The fourteenth was a long time coming that July. The days dragged as I stood in the station doorway watching the traffic go past, thinking: Maybe the next car will be that Buick, maybe the Sheldons will come early to make sure there are no slip-ups.

Then I'd get to thinking: Maybe they won't come back at all. Maybe something happened and they decided to call the whole thing off.

What would I do then? They had to come! I couldn't stand this lousy place much longer. I couldn't stand this flea-bitten service station. I wanted to feel that money in my pocket. I wanted Paula close to me, where I could reach out and touch her.

Meanwhile, I was alone. That business with Beth at the lake—Lord, I hope I never get into a mess like that again. She cried. She didn't say a single word, just lay there with great tears streaming down that pale, pinched face of hers. I had hated her at the time, but now I felt nothing. I hadn't heard a word from Bern since that night. I knew I never would.

Now there was the robbery to be thought about. I wasn't worried about Manley and Sheldon; I was holding all the cards. If they pulled the robbery, there was no way they could keep me out of it. And they would pull it, all right, because Paula would have it no other way.

Still, I was taking no chances.

On the thirteenth I decided to do something that I should have done at the very beginning. I was going over that box factory with a fine-tooth comb. I wasn't going to rely on Bunt Manley.

I thought: This is going to look damn funny, Hooper. You haven't been near that factory since you stopped working there. Is this going to be smart, sticking your nose into things the day before the robbery?

Smart or not, I couldn't take chances on something going wrong. And about that time I remembered Pat Sully—good old Pat Sully, who had loaned me five dollars six months ago and had probably kissed it good-by long since.

Well, Pat was going to get a surprise, because I was going to pay him back, and I was going to pay him back because he happened to be a bookkeeper for Max Provo and did his work in the factory's front office, which was exactly the place I wanted to visit.

About three that afternoon I turned the station over to Ike Abrams and took the Chevy into town. The factory was north and west of town, sprawled out on the red slope of a clay bill. There were two main buildings, two-story red-brick affairs, connected by a plank runway at the second-story level.

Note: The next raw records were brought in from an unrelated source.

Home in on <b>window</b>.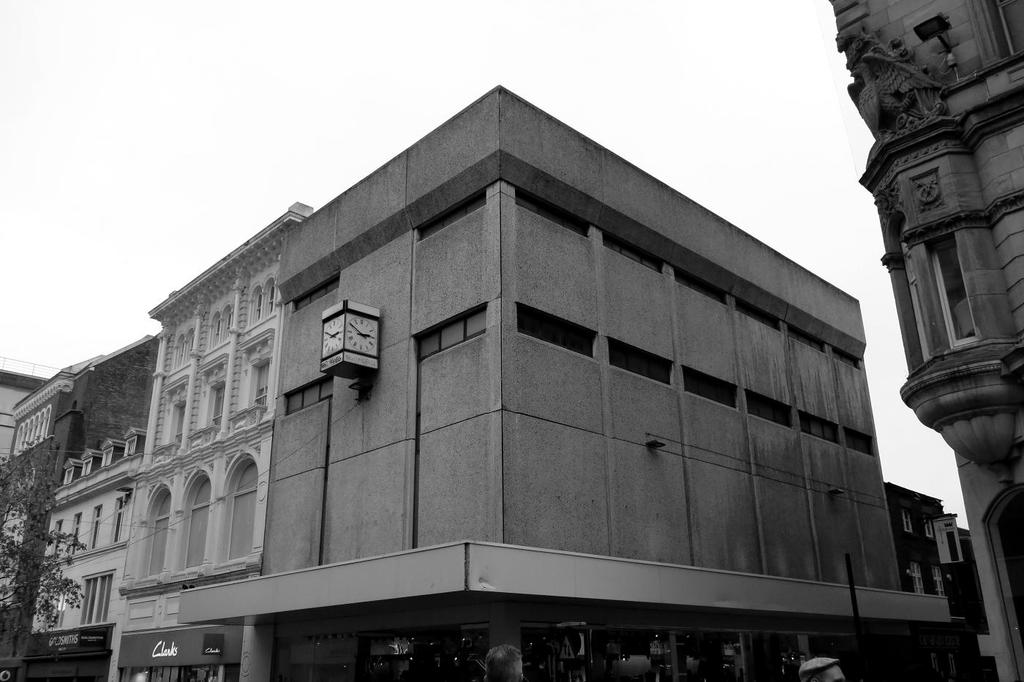
Homed in at rect(172, 323, 203, 367).
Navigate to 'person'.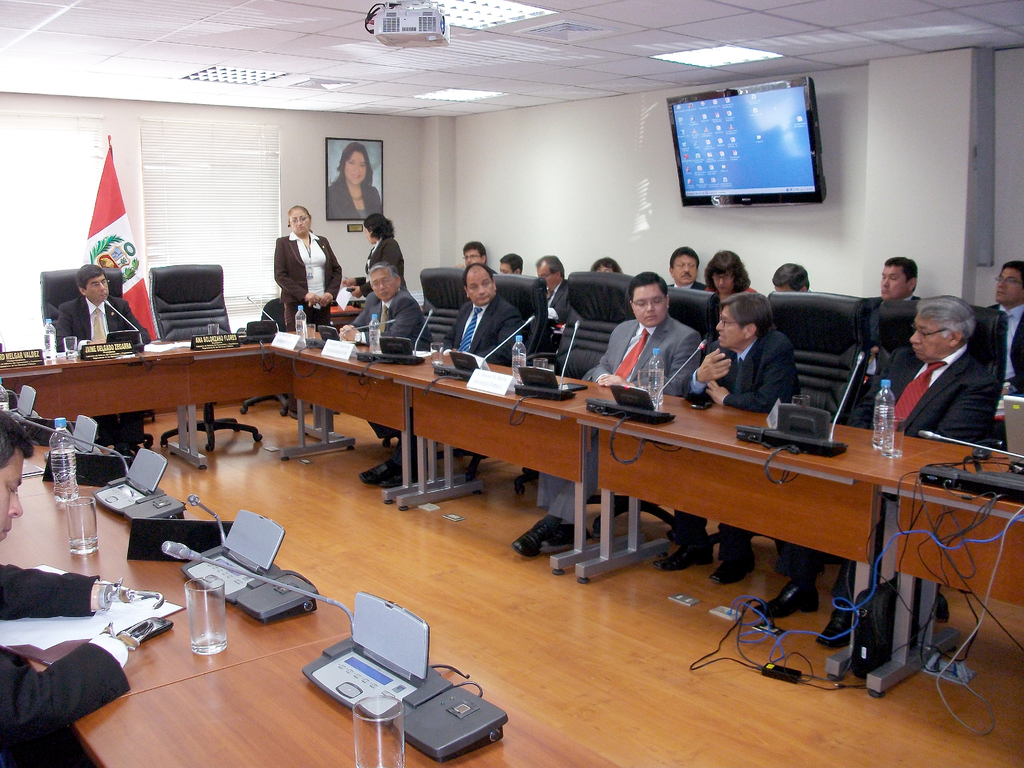
Navigation target: region(356, 262, 525, 489).
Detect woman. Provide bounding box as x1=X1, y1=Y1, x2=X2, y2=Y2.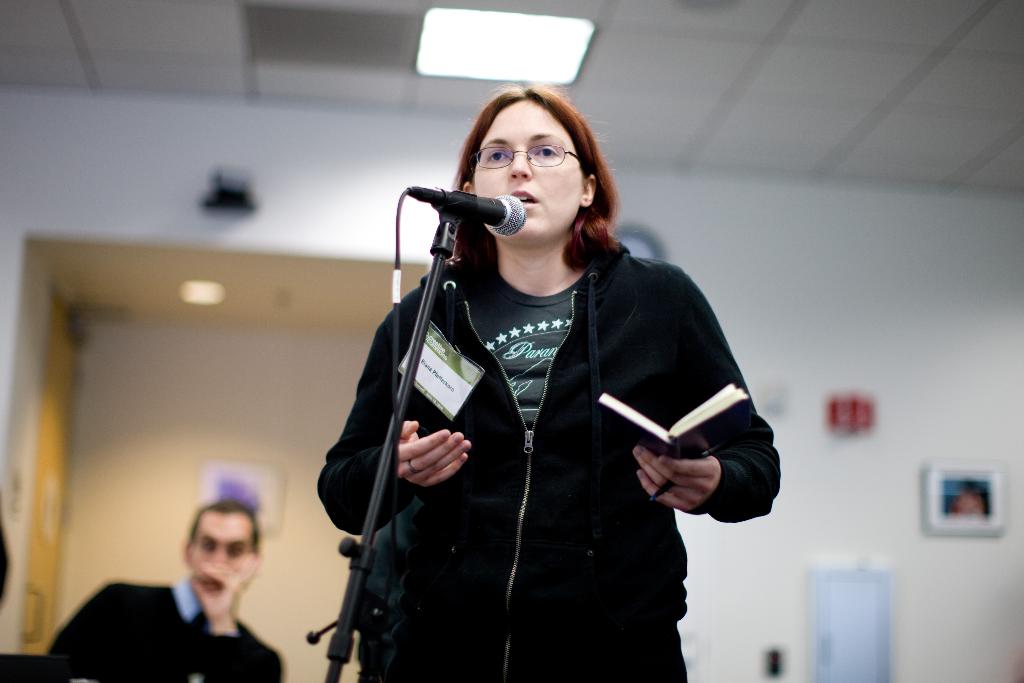
x1=301, y1=72, x2=741, y2=682.
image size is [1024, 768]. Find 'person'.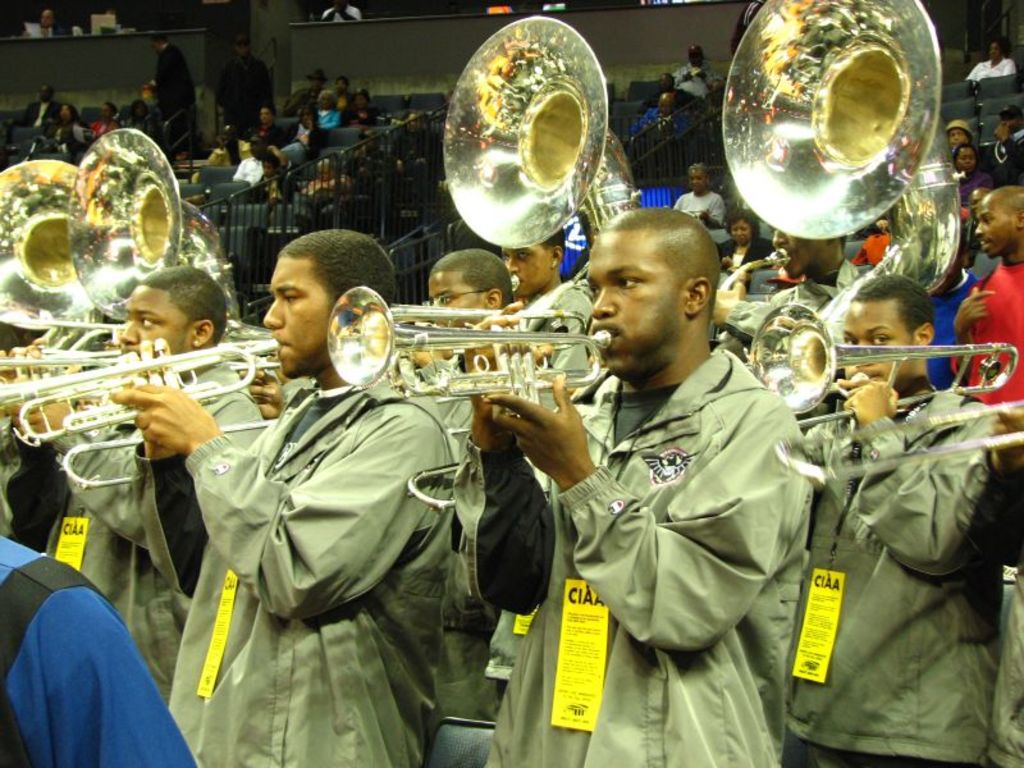
[628, 83, 687, 151].
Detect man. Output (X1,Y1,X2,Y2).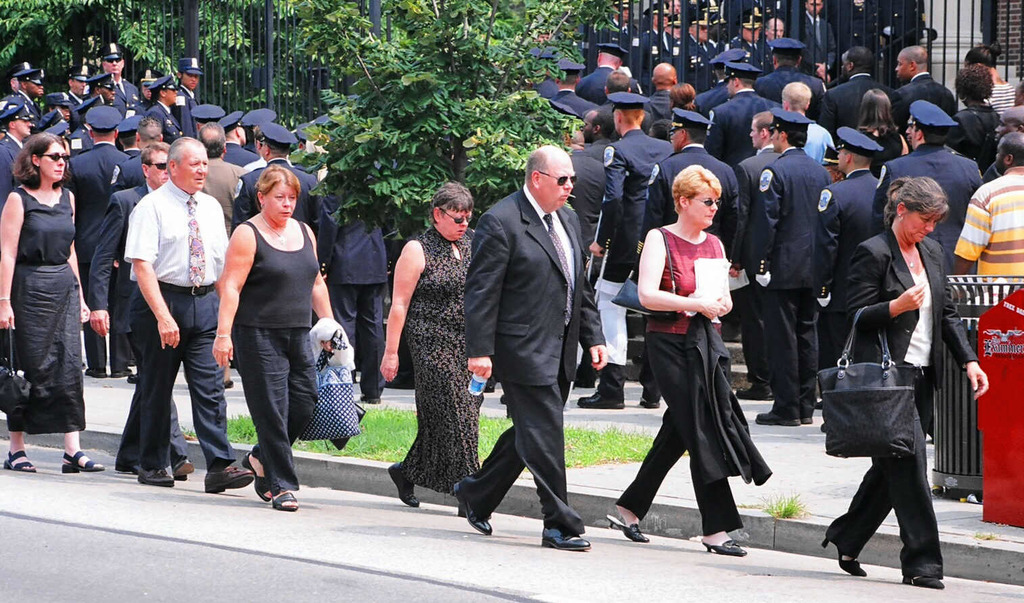
(948,130,1023,293).
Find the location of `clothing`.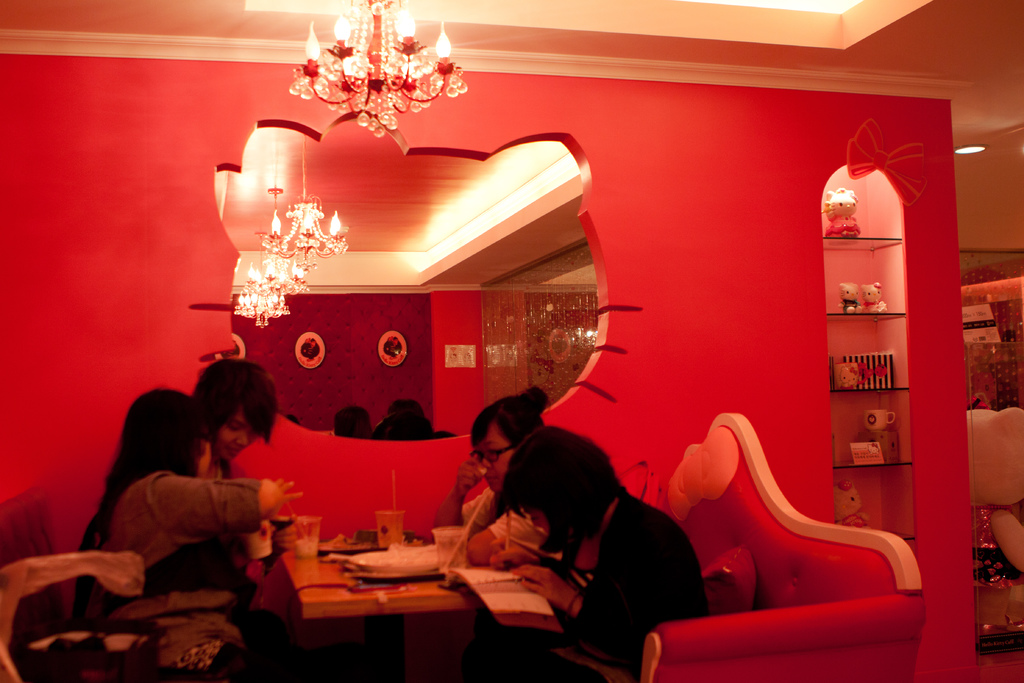
Location: {"x1": 454, "y1": 482, "x2": 550, "y2": 560}.
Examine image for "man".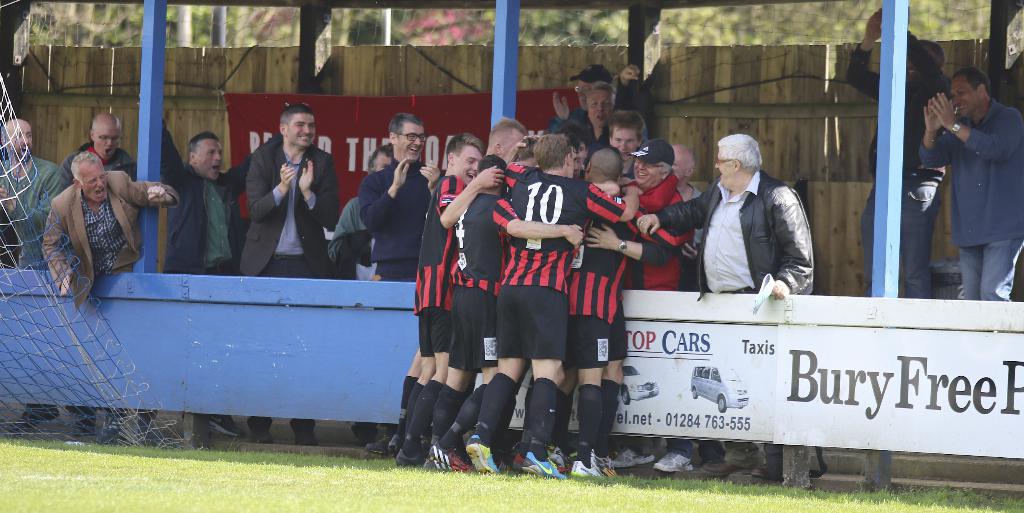
Examination result: 39:153:184:442.
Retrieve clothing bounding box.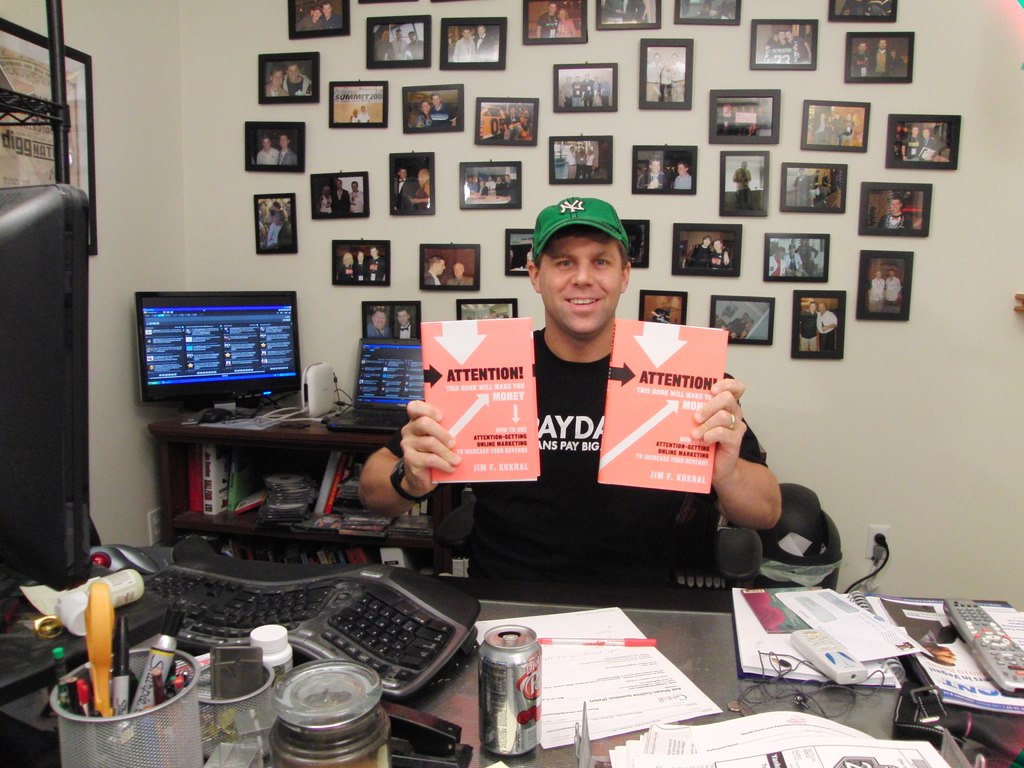
Bounding box: box=[369, 255, 387, 284].
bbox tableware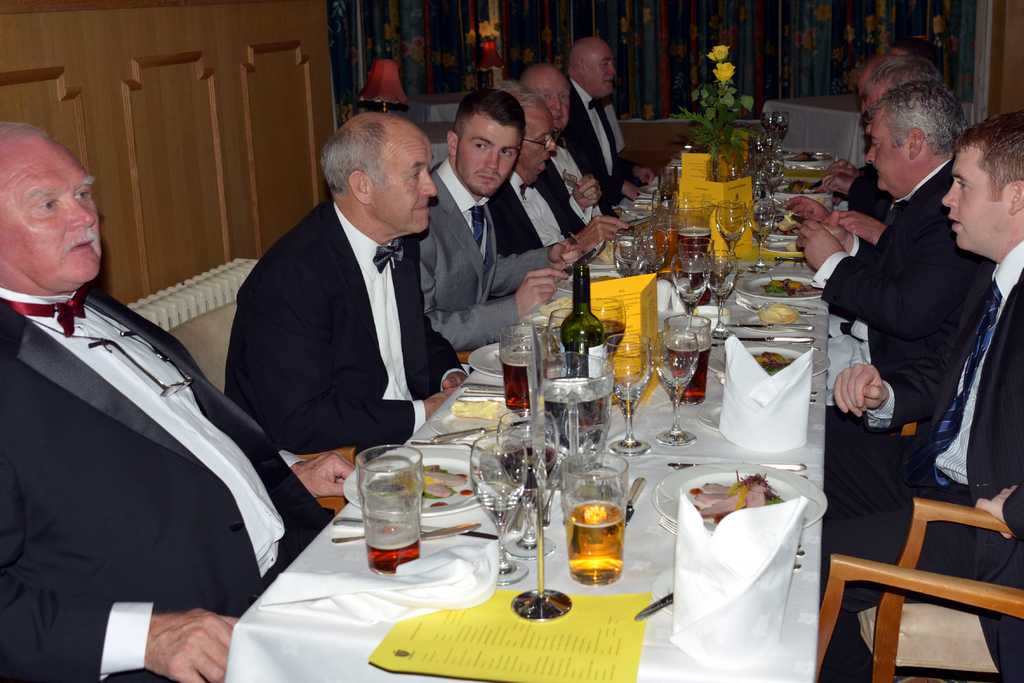
Rect(501, 323, 538, 416)
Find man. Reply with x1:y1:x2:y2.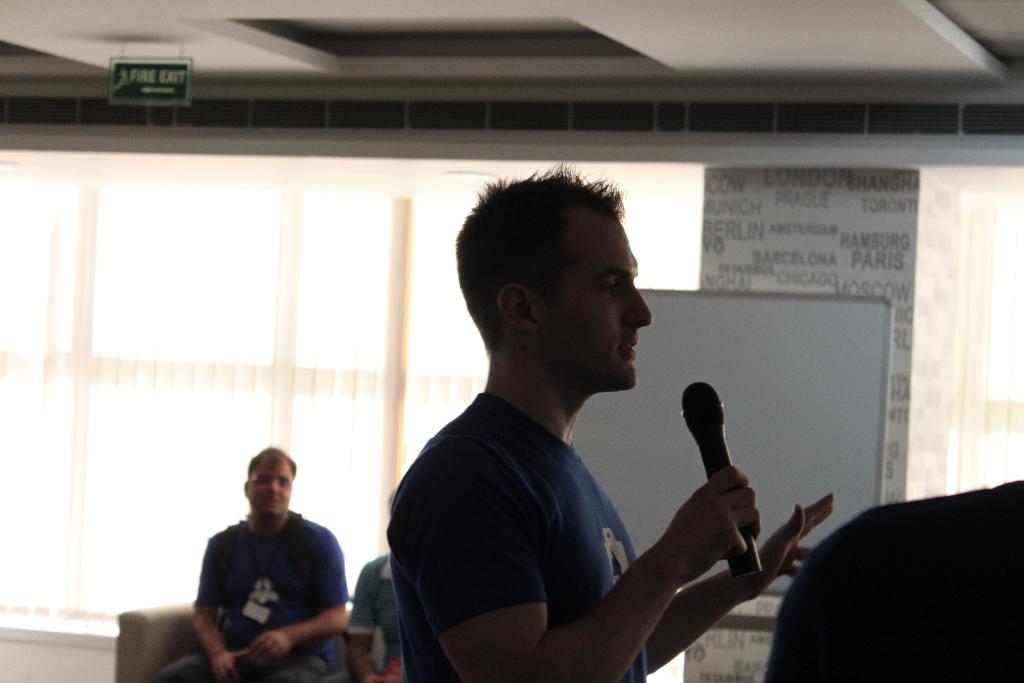
341:546:409:682.
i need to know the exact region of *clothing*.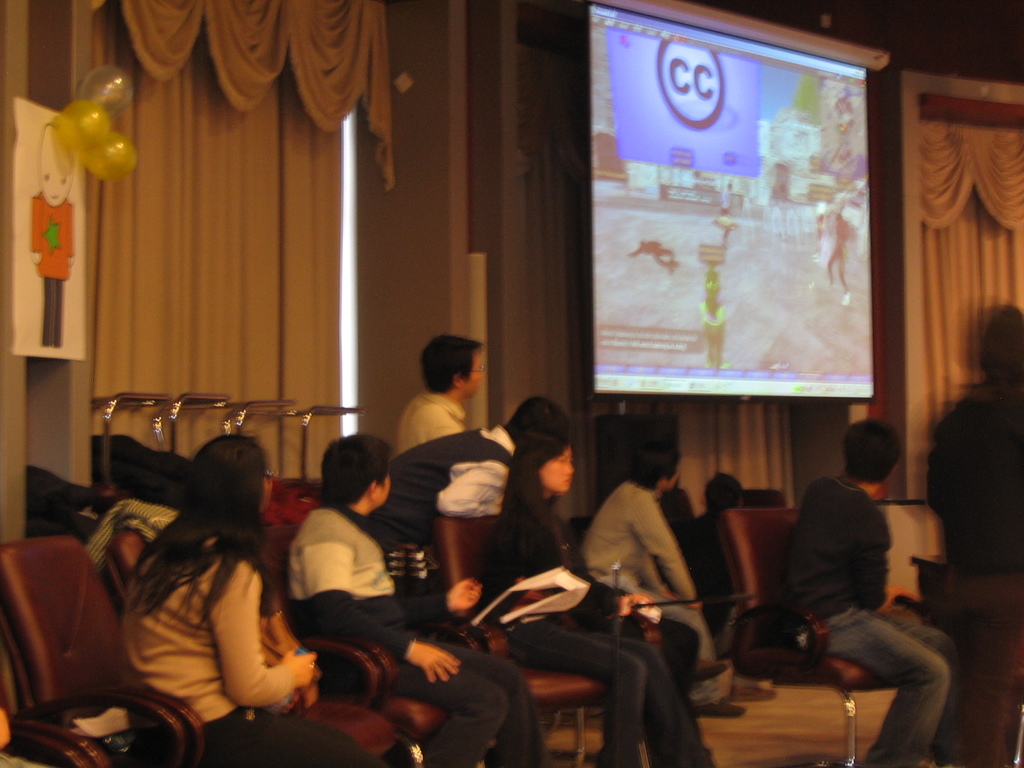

One building was the factory itself, where the boxes were made, and that one didn't interest me at all. The other was a conglomeration of warehouse-garage-storeroom-office, and this one interested me plenty.

I parked the Chevy in the company parking space at the west side of the factory, got out, and started walking around to where the front office was. There was a good deal of activity at the loading ramp, where two big semis were backed up to be loaded. Sweating roustabouts formed an endless chain with their loaded dollies, warehouse to trailer and back again, working like so many ants around an anthill. I had been one of those ants once. Never again. The office itself was a busy place and not much to look at. It was just one big room, the working space partitioned off by wooden railings. Truck drivers and warehousemen were coming and going, and some of them were trying to make themselves heard over the noise of typewriters-and adding machines. There were maybe a dozen girls on one side of the room, filing things, typing letters, or whatever they do in an office like that; and on the other side of the room the bookkeepers and department managers were going about their business and ignoring everything else.

The temperature must have been a hundred in that room. No air-conditioning, not even an electric fan. Those things cost money, and anything that cost money wasn't for Max Provo.

I had been in that office a hundred times or more, but this time I really looked at it. There was a big double door at the back of the office; one of the doors was open— for better ventilation—and I could look into the warehouse, on the other side of the plyboard partition. Nothing had changed since I had worked here. Everything was the same, but this time I was taking a picture of it in my mind.